I have to admit, I am disappointed in the false promises that companies are giving when it comes to offering dedicated IPs for their customers to “improve email delivery.” The reality is, dedicated IP addresses are not a sure way to improve delivery, and sometimes, can actually hurt email delivery


Before I jump in, let me first explain how IP addresses play a role in mail servers and sending email. When confronted with the task of setting up an outbound mail server, there are a lot of things you have to consider. The first and foremost is making sure that all of your outbound emails are always sent from a consistent public IP address. This IP becomes the unique identifier that ISPs, accreditation services and blacklists use to track your activity and your IP reputation as you send. Once you have a dedicated IP, you can then continue the process of making sure you have proper reverse DNS records, adding it to your SPF records, setting up feedback loops and so on. I wrote a short guide on this back in 2007, most of which has stayed the same.

When it comes to Email Service Providers (ESPs) like Postmark, we go through this process on behalf of our customers and use a range of dedicated IP addresses that are shared amongst all of our customers. The other approach is to provide a dedicated IP address for each customer. I think this is a bad idea.

Need a quick refresher? Read this guide about the difference between a shared and a dedicated IP.

Why offer a single customer their own dedicated IP? #

It’s pretty common for ESPs to offer dedicated IPs to a single customer. When we first launched Postmark this was one of the options (as a coming soon) when you created a new server. The idea behind a dedicated IP is to isolate reputation, throttling and blacklists to each customer. This helps with diagnosing issues and can avoid one customer killing the reputation of another if something goes wrong. The other advantage is that the customer can create a custom sub-domain for the dedicated IP, essentially looking like it is coming from their own servers.

From the ESPs side, it is a point of protection as well.
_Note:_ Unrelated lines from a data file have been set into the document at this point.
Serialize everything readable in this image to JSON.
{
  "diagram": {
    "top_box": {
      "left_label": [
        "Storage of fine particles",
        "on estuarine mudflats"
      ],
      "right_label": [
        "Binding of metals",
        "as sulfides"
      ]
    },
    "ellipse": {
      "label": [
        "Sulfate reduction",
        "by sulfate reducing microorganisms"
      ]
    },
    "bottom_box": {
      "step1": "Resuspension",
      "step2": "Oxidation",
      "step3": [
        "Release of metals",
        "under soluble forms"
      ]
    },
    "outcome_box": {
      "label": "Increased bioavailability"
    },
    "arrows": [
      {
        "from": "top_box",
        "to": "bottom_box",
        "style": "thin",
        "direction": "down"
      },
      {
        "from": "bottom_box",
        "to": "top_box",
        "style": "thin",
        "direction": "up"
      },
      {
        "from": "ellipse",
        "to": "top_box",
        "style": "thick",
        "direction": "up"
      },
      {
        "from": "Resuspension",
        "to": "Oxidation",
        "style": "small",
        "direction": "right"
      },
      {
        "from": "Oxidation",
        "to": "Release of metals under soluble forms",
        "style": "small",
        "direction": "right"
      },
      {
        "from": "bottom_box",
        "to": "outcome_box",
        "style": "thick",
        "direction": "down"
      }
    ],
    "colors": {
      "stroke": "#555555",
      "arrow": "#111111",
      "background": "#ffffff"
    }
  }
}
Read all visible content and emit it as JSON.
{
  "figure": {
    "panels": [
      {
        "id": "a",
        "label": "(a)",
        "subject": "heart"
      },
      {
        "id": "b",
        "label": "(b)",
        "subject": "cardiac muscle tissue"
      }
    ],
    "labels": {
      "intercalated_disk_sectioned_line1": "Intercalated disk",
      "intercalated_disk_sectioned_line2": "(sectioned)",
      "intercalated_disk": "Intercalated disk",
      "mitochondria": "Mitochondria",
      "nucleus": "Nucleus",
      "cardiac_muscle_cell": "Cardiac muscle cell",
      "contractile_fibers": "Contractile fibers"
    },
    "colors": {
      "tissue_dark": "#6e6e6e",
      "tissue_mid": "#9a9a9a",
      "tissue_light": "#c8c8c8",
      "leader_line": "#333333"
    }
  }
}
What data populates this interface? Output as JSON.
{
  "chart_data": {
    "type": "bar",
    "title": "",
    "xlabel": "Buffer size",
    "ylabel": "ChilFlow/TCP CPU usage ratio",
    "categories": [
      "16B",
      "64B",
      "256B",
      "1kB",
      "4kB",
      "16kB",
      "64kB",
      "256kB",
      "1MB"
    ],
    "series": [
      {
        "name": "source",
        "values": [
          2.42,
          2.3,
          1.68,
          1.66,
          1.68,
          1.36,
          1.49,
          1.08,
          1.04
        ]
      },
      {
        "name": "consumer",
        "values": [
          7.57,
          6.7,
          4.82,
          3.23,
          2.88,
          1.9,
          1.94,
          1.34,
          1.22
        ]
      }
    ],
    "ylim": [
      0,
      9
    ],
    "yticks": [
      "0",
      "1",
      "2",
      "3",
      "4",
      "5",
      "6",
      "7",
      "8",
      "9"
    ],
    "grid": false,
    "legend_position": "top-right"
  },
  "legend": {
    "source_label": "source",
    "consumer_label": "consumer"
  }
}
If a customer decides to start spamming and the IP gets blocked, it will not hurt other customers on the system (only half true - covering this next).

Why offering dedicated IPs is a bad idea. #

A dedicated IP sounds like something exclusive and attractive when customers look at what ESPs offer. In reality though, it’s a means of retreating from the overall responsibility of being an ESP.
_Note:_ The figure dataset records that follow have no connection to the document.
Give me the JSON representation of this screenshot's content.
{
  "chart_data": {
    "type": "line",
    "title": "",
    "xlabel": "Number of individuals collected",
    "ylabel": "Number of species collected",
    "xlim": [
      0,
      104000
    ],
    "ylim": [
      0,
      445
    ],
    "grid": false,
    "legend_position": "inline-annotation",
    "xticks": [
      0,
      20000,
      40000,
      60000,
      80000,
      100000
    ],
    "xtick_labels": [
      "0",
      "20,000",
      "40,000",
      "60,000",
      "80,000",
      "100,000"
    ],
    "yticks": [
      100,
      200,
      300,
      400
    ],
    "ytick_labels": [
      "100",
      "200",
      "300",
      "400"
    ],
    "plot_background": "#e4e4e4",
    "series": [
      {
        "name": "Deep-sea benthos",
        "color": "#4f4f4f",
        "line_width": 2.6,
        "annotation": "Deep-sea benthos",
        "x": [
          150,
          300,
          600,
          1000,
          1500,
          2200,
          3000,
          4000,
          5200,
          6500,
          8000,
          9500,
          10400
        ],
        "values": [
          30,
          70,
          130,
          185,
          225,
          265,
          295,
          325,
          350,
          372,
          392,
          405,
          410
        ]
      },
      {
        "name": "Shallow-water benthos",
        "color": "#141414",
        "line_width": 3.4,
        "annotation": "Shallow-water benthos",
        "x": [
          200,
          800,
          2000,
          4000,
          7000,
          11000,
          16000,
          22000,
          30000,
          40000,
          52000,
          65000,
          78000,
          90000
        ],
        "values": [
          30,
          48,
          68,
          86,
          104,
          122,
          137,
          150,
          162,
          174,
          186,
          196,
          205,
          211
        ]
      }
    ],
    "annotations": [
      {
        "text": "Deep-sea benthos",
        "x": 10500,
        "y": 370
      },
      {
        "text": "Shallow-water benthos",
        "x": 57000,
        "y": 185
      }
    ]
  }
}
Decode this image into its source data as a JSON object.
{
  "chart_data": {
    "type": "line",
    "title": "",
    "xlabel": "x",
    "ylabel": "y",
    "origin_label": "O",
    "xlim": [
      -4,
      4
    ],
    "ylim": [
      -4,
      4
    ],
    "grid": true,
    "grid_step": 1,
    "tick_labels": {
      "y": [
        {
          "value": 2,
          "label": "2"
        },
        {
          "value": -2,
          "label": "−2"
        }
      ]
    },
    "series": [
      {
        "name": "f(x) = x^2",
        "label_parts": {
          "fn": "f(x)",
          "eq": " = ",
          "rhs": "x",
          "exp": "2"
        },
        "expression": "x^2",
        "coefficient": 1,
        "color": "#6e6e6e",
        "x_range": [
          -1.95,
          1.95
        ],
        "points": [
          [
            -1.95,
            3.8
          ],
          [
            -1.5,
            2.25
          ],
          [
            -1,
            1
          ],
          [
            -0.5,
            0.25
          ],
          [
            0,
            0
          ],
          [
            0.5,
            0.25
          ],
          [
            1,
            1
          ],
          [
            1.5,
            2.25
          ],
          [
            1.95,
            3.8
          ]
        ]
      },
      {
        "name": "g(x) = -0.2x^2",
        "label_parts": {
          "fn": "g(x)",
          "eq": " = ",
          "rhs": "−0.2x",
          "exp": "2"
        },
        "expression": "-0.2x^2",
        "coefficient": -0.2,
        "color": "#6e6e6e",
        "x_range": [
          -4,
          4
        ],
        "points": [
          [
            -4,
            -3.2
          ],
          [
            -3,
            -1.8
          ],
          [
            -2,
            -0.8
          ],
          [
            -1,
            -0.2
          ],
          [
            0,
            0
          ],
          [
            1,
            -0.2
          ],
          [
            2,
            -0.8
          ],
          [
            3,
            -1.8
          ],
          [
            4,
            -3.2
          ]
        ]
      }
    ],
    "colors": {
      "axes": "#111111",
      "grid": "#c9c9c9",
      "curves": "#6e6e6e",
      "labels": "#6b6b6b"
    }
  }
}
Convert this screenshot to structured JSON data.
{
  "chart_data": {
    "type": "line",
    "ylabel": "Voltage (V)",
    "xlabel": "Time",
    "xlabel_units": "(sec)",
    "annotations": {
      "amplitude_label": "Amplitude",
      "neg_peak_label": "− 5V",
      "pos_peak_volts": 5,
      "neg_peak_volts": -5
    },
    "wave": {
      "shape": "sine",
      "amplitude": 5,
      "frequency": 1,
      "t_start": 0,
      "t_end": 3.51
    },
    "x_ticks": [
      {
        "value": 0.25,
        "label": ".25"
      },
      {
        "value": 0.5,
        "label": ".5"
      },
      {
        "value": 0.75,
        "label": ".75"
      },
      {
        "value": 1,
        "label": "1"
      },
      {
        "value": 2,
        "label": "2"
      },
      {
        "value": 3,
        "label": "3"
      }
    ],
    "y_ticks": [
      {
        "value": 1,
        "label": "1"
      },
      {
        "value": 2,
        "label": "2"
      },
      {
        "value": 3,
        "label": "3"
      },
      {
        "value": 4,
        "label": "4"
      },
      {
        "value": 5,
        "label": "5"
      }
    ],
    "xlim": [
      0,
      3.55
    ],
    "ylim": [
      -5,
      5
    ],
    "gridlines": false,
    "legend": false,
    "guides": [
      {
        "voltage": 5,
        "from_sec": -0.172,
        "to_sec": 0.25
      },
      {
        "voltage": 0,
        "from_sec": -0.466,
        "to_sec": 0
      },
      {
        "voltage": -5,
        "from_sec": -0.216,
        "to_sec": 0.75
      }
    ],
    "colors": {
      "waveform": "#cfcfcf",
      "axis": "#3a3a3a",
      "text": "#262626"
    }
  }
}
By offering a dedicated IP for the majority of customers the ESP is basically saying “You do what you want, if you get blocked it’s your fault.” It also places a lot of heavy lifting on the customer, which defeats the purpose of paying for an infrastructure product in the first place.

In addition to this, new dedicated IPs are just as bad as IP addresses with a bad reputation, since they have no reputation at all. In order for an ISP (Gmail, Hotmail, etc) to trust email traffic, they need to know your history. If an ESP just gives you a new IP and you start sending a bunch of email through it, you’ll need some serious good luck. In most cases a new IP address gets “warmed up” first. Basically you take a new dedicated IP address and send a small number of emails out over time, slowly increasing it each day until it has a good reputation. If the ESP does not do this for each new dedicated IP, the customer is going to have problems.
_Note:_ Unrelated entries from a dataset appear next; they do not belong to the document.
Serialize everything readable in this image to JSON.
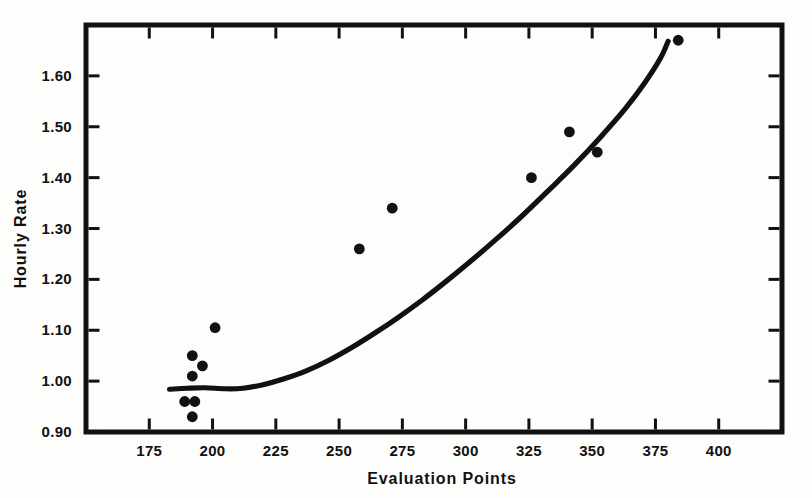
{
  "chart_data": {
    "type": "scatter",
    "title": "",
    "xlabel": "Evaluation Points",
    "ylabel": "Hourly Rate",
    "xlim": [
      150,
      425
    ],
    "ylim": [
      0.9,
      1.7
    ],
    "xticks": [
      175,
      200,
      225,
      250,
      275,
      300,
      325,
      350,
      375,
      400
    ],
    "xtick_labels": [
      "175",
      "200",
      "225",
      "250",
      "275",
      "300",
      "325",
      "350",
      "375",
      "400"
    ],
    "yticks": [
      0.9,
      1.0,
      1.1,
      1.2,
      1.3,
      1.4,
      1.5,
      1.6
    ],
    "ytick_labels": [
      "0.90",
      "1.00",
      "1.10",
      "1.20",
      "1.30",
      "1.40",
      "1.50",
      "1.60"
    ],
    "grid": false,
    "legend": null,
    "frame": "box",
    "tick_direction": "in",
    "ticks_all_sides": true,
    "marker": "filled-circle",
    "marker_color": "#111111",
    "line_color": "#111111",
    "series": [
      {
        "name": "Observations",
        "type": "scatter",
        "points": [
          {
            "x": 189,
            "y": 0.96
          },
          {
            "x": 192,
            "y": 0.93
          },
          {
            "x": 193,
            "y": 0.96
          },
          {
            "x": 192,
            "y": 1.01
          },
          {
            "x": 192,
            "y": 1.05
          },
          {
            "x": 196,
            "y": 1.03
          },
          {
            "x": 201,
            "y": 1.105
          },
          {
            "x": 258,
            "y": 1.26
          },
          {
            "x": 271,
            "y": 1.34
          },
          {
            "x": 326,
            "y": 1.4
          },
          {
            "x": 341,
            "y": 1.49
          },
          {
            "x": 352,
            "y": 1.45
          },
          {
            "x": 384,
            "y": 1.67
          }
        ]
      },
      {
        "name": "Fitted curve",
        "type": "line",
        "points": [
          {
            "x": 183,
            "y": 0.984
          },
          {
            "x": 190,
            "y": 0.986
          },
          {
            "x": 197,
            "y": 0.987
          },
          {
            "x": 205,
            "y": 0.985
          },
          {
            "x": 212,
            "y": 0.986
          },
          {
            "x": 220,
            "y": 0.993
          },
          {
            "x": 228,
            "y": 1.004
          },
          {
            "x": 237,
            "y": 1.02
          },
          {
            "x": 246,
            "y": 1.041
          },
          {
            "x": 255,
            "y": 1.066
          },
          {
            "x": 264,
            "y": 1.094
          },
          {
            "x": 273,
            "y": 1.124
          },
          {
            "x": 283,
            "y": 1.16
          },
          {
            "x": 293,
            "y": 1.199
          },
          {
            "x": 303,
            "y": 1.24
          },
          {
            "x": 313,
            "y": 1.283
          },
          {
            "x": 323,
            "y": 1.328
          },
          {
            "x": 333,
            "y": 1.376
          },
          {
            "x": 343,
            "y": 1.425
          },
          {
            "x": 353,
            "y": 1.478
          },
          {
            "x": 363,
            "y": 1.535
          },
          {
            "x": 371,
            "y": 1.588
          },
          {
            "x": 377,
            "y": 1.635
          },
          {
            "x": 380,
            "y": 1.668
          }
        ]
      }
    ]
  }
}
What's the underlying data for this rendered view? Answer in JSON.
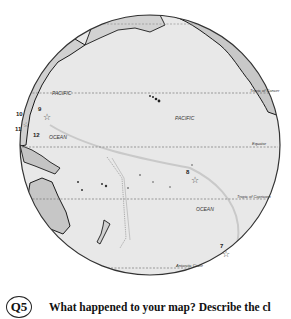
{
  "map": {
    "ocean_labels": [
      {
        "text": "PACIFIC",
        "x": 52,
        "y": 95
      },
      {
        "text": "PACIFIC",
        "x": 175,
        "y": 120
      },
      {
        "text": "OCEAN",
        "x": 49,
        "y": 139
      },
      {
        "text": "OCEAN",
        "x": 196,
        "y": 211
      }
    ],
    "line_labels": {
      "tropic_cancer": "Tropic of Cancer",
      "equator": "Equator",
      "tropic_capricorn": "Tropic of Capricorn",
      "antarctic_circle": "Antarctic Circle"
    },
    "markers": [
      {
        "id": "7",
        "label_x": 220,
        "label_y": 248,
        "star_x": 226,
        "star_y": 253
      },
      {
        "id": "8",
        "label_x": 186,
        "label_y": 174,
        "star_x": 195,
        "star_y": 179
      },
      {
        "id": "9",
        "label_x": 38,
        "label_y": 111,
        "star_x": 47,
        "star_y": 116
      },
      {
        "id": "10",
        "label_x": 16,
        "label_y": 116,
        "star_x": null,
        "star_y": null
      },
      {
        "id": "11",
        "label_x": 15,
        "label_y": 131,
        "star_x": null,
        "star_y": null
      },
      {
        "id": "12",
        "label_x": 33,
        "label_y": 137,
        "star_x": null,
        "star_y": null
      }
    ],
    "colors": {
      "ocean": "#e6e6e6",
      "land": "#c8c8c8",
      "coast": "#1a1a1a",
      "graticule": "#777777",
      "track": "#c9c9c9"
    }
  },
  "question": {
    "badge": "Q5",
    "text": "What happened to your map? Describe the cl"
  }
}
The other misconception with dedicated IP addresses is that each one is completely independent. For instance, if one customer gets blocked, all other IPs are fine, right? Wrong. ISPs and blacklists will monitor entire IP ranges and domains. If one IP causes enough problems, traffic from the entire subnet or domain could be blocked.

The final reason, and this one is important, is that ISPs are starting to place a lot of weight on domain reputation, not just IP reputation. My guess is that over time IP reputation will slowly fade away while more weight is given to domain reputation along with authentication standards like DKIM. This allows you to take your reputation with you and ties the reputation to the brand (your domain) which is a lot less disposable than an IP address. In a recent post from Laura Atkins, a highly respected consultant in the industry, she stated:

Domain reputation is where delivery is going. And I think a lot of senders are going to struggle with delivery as they find that IP reputation is not enough to get into the inbox.

We feel the same. And that is why we push DKIM and SPF so much in our setup process. It’s also why we are thrilled that over 60% of our customers use DKIM or SPF on our service, a huge accomplishment for us.

Why we decided to stick with shared IP addresses. #

For the reasons above, we decided earlier this year to remove dedicated IPs as a feature available to everybody, and only have them available for customers sending 300k messages a month or more.

Our goal at Postmark is to make email delivery dead simple. Developers, designers and system administrators already have enough things to deal with and email delivery should not be one of them. We also have a very acute focus on our email delivery rates. If emails are not getting to the inbox, using Postmark is not justified, no matter what additional features we offer.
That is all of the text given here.